"...we have to see that chaos and order are not opposed. I feel, for instance, with regard to my own work with indeterminancy and so on, as related to the work of Buckminster Fuller, who wants to see tetrahedrons under every leaf, that there is no opposition betweeen these two."
                           -from John Cage by Richard Kostelanetz, pg 9

"INTUITION: An unpremeditated awareness of an idea, followed by a second intuitive force, which secures and records the thought for mankind for now and henceforth."
                           -R. Buckminster Fuller, written for Mary Ann Scherr, to be used in a commissioned sculpture for James Michener, author of Kent, after the 4 students were killed by the Ohio National Guard, Kent State University, 1970

John Cage: morphological systems for scoring

Just as Poincaré advocated the use of intuitive processes to access solutions which would not have been found in a logical, calculated set of solutions, Cage advocates the use of chance processes to access solutions located outside of the sphere of human intellect, personality, experience and culture. The two differ in the nature of the problems they are solving. Poincaré is seeking solutions to mathematical and physical problems which require a single, exact solution. It is appropriate for him to look beyond his conscious intellect for solutions and to rely on unconscious, intuitive processes. It would not be fruitful to rely on a chance process to uncover a mathematical truth.

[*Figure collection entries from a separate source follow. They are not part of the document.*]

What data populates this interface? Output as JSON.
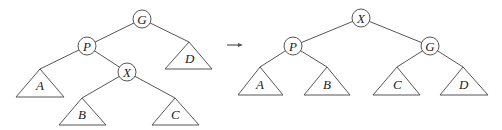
{
  "diagram": {
    "type": "tree-rotation",
    "before": {
      "nodes": [
        {
          "id": "G",
          "label": "G",
          "x": 142,
          "y": 19
        },
        {
          "id": "P",
          "label": "P",
          "x": 87,
          "y": 46
        },
        {
          "id": "X",
          "label": "X",
          "x": 127,
          "y": 72
        }
      ],
      "subtrees": [
        {
          "id": "A",
          "label": "A",
          "apex": [
            40,
            69
          ],
          "base_y": 97,
          "base_x": [
            16,
            64
          ]
        },
        {
          "id": "D",
          "label": "D",
          "apex": [
            189,
            42
          ],
          "base_y": 69,
          "base_x": [
            165,
            212
          ]
        },
        {
          "id": "B",
          "label": "B",
          "apex": [
            82,
            98
          ],
          "base_y": 125,
          "base_x": [
            59,
            106
          ]
        },
        {
          "id": "C",
          "label": "C",
          "apex": [
            175,
            98
          ],
          "base_y": 125,
          "base_x": [
            152,
            199
          ]
        }
      ],
      "edges": [
        [
          "G",
          "P"
        ],
        [
          "G",
          "D"
        ],
        [
          "P",
          "A"
        ],
        [
          "P",
          "X"
        ],
        [
          "X",
          "B"
        ],
        [
          "X",
          "C"
        ]
      ]
    },
    "arrow": {
      "symbol": "→"
    },
    "after": {
      "nodes": [
        {
          "id": "X",
          "label": "X",
          "x": 361,
          "y": 18
        },
        {
          "id": "P",
          "label": "P",
          "x": 293,
          "y": 46
        },
        {
          "id": "G",
          "label": "G",
          "x": 430,
          "y": 46
        }
      ],
      "subtrees": [
        {
          "id": "A",
          "label": "A",
          "apex": [
            260,
            67
          ],
          "base_y": 95,
          "base_x": [
            238,
            283
          ]
        },
        {
          "id": "B",
          "label": "B",
          "apex": [
            327,
            67
          ],
          "base_y": 95,
          "base_x": [
            304,
            350
          ]
        },
        {
          "id": "C",
          "label": "C",
          "apex": [
            397,
            67
          ],
          "base_y": 95,
          "base_x": [
            373,
            420
          ]
        },
        {
          "id": "D",
          "label": "D",
          "apex": [
            463,
            67
          ],
          "base_y": 95,
          "base_x": [
            440,
            488
          ]
        }
      ],
      "edges": [
        [
          "X",
          "P"
        ],
        [
          "X",
          "G"
        ],
        [
          "P",
          "A"
        ],
        [
          "P",
          "B"
        ],
        [
          "G",
          "C"
        ],
        [
          "G",
          "D"
        ]
      ]
    }
  }
}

Cage, on the other hand, does not seek specific solutions. His goal is to discover new compositions and to evoke new responses in his audience. Cage has an aesthetic philosophy derived from this value of the unique response. As designers, we are concerned with eliciting a specific response from our audience, a quite different goal and a different aesthetic. Chance process is used in design not to elicit a novel response, but to search for solutions which lie beyond our human limitations. We are interested not so much in Cage's aesthetic sensibilities, as in the problem solving techniques which led to those sensibilities.

In the passage at left, on ballet, Cage discusses how some art forms seek to remove individual personality from the composition. Cage feels that a composition must not impose the personality of the artist on the audience, so much as it must create a set of stimuli to which the individual viewer or listener can respond. Cage does not value the communication of a message from one person to another, so much as the discovery of information within ourselves.

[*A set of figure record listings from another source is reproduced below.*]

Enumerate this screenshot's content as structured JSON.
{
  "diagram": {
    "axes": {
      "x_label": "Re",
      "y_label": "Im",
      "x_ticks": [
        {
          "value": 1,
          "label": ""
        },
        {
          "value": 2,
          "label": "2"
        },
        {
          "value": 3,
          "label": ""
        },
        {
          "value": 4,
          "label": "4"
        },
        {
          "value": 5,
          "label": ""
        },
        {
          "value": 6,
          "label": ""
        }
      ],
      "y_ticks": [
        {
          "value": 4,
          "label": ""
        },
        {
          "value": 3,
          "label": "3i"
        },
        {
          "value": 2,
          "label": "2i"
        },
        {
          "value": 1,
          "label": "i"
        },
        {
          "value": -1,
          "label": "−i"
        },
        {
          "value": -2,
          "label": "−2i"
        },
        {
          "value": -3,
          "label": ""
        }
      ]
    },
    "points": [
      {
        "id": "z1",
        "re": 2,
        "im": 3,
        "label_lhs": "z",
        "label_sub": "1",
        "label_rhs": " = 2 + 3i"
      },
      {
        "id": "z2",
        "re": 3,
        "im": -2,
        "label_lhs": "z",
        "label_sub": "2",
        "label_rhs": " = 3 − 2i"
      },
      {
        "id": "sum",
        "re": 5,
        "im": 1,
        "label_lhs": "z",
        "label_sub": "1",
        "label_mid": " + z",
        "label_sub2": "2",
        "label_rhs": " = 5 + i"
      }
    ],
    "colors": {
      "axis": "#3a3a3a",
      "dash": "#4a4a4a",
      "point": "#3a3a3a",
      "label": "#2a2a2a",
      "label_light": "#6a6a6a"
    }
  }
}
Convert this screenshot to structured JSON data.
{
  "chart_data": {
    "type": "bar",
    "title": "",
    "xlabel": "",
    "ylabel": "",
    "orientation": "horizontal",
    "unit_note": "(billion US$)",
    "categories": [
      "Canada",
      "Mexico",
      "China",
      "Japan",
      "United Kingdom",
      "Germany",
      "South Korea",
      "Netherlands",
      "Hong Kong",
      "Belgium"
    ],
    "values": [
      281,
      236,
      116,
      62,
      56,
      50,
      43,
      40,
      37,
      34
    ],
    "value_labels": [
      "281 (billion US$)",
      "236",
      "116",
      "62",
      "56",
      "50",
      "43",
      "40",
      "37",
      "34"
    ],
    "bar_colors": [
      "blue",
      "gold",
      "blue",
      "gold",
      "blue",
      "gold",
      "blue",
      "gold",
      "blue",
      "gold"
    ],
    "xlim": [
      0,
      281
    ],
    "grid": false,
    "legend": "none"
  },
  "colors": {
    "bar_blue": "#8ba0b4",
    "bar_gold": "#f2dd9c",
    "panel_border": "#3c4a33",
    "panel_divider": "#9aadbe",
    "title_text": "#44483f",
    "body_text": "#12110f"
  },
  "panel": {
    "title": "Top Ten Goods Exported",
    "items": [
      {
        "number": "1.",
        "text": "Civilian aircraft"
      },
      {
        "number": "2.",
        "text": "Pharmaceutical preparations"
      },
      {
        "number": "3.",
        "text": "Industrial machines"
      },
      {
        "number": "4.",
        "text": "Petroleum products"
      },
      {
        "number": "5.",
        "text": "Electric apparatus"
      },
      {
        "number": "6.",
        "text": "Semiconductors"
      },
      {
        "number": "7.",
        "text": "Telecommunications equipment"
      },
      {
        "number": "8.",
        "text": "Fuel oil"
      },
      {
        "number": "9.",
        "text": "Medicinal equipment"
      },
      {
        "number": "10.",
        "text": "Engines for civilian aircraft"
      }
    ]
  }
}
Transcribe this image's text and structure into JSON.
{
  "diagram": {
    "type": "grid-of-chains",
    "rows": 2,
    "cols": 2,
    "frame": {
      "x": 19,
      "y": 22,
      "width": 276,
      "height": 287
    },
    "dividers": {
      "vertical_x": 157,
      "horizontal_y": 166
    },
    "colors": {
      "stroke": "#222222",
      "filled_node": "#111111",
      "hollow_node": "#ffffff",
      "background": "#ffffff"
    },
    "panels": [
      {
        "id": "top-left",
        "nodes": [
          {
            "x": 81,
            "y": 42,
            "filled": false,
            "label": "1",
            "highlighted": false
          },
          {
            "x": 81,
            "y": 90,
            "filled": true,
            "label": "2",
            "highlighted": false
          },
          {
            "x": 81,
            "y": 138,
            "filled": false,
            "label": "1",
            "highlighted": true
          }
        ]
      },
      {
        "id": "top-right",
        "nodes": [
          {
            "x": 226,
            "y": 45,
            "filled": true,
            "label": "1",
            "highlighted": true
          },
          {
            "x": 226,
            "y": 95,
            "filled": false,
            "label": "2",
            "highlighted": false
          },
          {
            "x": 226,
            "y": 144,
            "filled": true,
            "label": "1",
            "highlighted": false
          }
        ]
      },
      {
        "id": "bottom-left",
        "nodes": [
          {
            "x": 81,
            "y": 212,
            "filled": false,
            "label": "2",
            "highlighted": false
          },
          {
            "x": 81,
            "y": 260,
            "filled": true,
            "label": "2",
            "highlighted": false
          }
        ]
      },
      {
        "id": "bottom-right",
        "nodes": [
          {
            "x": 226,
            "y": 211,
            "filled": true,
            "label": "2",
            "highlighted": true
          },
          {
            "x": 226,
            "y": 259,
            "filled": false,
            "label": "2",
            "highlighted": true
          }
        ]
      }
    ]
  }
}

I wish to point out that Cage was not the first composer to use chance process, nor is the use of chance process indicative of a non-deterministic aesthetic. According to Cage, exact mathematical structure did not lead musical theory until Beethoven, whom he blames for the stagnation of "modern" music. Rather than working within the confines of standard scoring, Cage creates new music by modifying the language of compositional process. His scores have been derived not only from mathematical procedures, such as rolling dice, but also from nature. Pieces of woodgrain, automatic drawing, and photographs of mountain ranges have served as templates for his scores. Cage not only creates non-determinestic scores, but also non-deterministic instruments such as radio receivers or the prepared piano, a piano with objects such as rubberbands or bones inserted among its strings. Cage's aesthetic and process seeks to introduce as much of nature's patterns and rhythms as possible into the compositions and performances.

Chaos dynamics is the mathematical model for the natural irregularities that Cage is borrowing from rocks and trees. It follows that the use of chaos dynamics, as a design generator, will also produce compositions which reflect a natural aesthetic. The problem for the designer is how to use this natural aesthetic to achieve a specific goal, to transmit a specific message. We must also ask ourselves whether or not this natural aesthetic is an appropriate vehicle for that message. Even if a natural aesthetic is inappropriate for a specific problem, we may still look to Cage's chance methodologies for solutions beyond the usual realm of our intellect and experience.